One argument anti-Catholics often use to attack purgatory is the idea that the Catholic Church owes the majority of its wealth to the doctrine of purgatory. The Catholic Church, Purgatory, and Money It is between the particular and general judgments, then, that the soul is purified of the remaining consequences of sin: “I tell you, you will never get out till you have paid the very last copper” (Luke 12:59). Before him will be gathered all the nations, and he will separate them one from another as a shepherd separates the sheep from the goats.” In this general judgment all our sins will be publicly revealed (Luke 12:2–5).Īugustine said in The City of God that “temporary punishments are suffered by some in this life only, by others after death, by others both now and then but all of them before that last and strictest judgment” (21:13). At the end of time, when Jesus returns, there will come the general judgment to which the Bible refers, for example, in Matthew 25:31-32: “When the Son of man comes in his glory, and all the angels with him, then he will sit on his glorious throne. We know at once what our final destiny will be. We are judged instantly and receive our reward, for good or ill. Scripture says that “it is appointed for men to die once, and after that comes judgment” (Heb.

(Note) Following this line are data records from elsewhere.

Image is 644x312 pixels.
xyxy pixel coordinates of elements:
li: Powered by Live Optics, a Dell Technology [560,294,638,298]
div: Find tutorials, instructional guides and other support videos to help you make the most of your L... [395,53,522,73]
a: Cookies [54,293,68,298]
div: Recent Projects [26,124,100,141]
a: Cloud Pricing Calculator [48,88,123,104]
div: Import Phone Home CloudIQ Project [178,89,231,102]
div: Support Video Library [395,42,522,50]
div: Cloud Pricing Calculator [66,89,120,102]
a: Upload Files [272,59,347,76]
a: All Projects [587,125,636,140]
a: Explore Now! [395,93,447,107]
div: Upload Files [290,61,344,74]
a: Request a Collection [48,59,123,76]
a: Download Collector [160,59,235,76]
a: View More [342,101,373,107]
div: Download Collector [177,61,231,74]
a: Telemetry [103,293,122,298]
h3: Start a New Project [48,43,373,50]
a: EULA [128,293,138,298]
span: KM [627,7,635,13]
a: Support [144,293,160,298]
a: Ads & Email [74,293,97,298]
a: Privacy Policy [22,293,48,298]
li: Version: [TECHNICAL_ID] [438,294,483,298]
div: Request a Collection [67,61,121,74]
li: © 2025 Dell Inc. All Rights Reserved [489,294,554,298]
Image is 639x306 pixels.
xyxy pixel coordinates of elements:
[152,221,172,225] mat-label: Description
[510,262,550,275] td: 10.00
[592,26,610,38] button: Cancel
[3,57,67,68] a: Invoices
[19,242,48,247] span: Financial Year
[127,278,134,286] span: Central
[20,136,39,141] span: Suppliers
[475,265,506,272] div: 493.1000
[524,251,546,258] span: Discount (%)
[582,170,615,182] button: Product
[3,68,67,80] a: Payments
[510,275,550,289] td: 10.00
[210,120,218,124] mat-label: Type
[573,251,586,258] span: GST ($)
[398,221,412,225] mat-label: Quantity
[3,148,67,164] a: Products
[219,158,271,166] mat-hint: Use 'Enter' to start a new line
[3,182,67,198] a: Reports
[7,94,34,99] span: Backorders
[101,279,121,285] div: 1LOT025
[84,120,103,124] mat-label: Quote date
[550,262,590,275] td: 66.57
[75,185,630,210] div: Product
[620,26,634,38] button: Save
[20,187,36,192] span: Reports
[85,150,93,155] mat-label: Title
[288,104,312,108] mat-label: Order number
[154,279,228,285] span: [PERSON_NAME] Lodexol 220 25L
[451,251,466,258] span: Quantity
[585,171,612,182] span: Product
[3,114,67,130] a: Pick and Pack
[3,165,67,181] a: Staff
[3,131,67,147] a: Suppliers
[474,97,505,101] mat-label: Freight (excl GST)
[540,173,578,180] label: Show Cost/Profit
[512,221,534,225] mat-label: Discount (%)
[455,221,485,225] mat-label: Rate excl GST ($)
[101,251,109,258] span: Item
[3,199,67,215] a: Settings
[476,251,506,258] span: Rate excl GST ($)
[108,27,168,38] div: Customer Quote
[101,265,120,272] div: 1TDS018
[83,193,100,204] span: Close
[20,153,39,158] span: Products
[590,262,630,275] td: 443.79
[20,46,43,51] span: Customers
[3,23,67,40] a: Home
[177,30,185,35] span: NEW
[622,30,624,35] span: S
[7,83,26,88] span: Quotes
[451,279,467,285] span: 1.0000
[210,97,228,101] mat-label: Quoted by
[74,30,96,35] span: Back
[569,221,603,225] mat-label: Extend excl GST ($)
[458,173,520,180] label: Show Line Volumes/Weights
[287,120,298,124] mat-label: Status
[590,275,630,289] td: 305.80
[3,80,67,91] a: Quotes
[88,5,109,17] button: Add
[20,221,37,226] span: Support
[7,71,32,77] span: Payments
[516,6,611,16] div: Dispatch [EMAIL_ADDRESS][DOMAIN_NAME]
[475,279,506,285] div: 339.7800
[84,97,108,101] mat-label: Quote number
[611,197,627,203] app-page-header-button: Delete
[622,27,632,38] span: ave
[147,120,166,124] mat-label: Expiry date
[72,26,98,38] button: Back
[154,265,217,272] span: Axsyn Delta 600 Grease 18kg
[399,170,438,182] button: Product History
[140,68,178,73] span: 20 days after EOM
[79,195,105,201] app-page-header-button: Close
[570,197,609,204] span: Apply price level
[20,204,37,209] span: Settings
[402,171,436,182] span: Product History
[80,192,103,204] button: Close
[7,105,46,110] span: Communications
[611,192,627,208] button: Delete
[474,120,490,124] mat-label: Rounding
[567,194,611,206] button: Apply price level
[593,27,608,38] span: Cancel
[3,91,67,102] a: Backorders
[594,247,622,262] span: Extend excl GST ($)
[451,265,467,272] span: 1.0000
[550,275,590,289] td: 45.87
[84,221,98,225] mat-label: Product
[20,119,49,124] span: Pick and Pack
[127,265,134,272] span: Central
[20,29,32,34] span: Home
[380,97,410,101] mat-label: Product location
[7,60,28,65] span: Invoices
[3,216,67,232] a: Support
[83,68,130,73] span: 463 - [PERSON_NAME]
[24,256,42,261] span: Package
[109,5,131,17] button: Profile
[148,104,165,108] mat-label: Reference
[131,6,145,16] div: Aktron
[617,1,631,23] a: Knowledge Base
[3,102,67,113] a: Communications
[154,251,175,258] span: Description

When we die, we undergo what is called the particular, or individual, judgment. 21:27) and, while we may die with our mortal sins forgiven, there can still be many impurities in us, specifically venial sins and the temporal punishment due to sins already forgiven. The purification is necessary because, as Scripture teaches, nothing unclean will enter the presence of God in heaven (Rev.

limbo vs purgatory

is entirely different from the punishment of the damned” (CCC 1031). It notes that “this final purification of the elect. The Catechism of the Catholic Church defines purgatory as a “purification, so as to achieve the holiness necessary to enter the joy of heaven,” which is experienced by those “who die in God’s grace and friendship, but still imperfectly purified” (CCC 1030).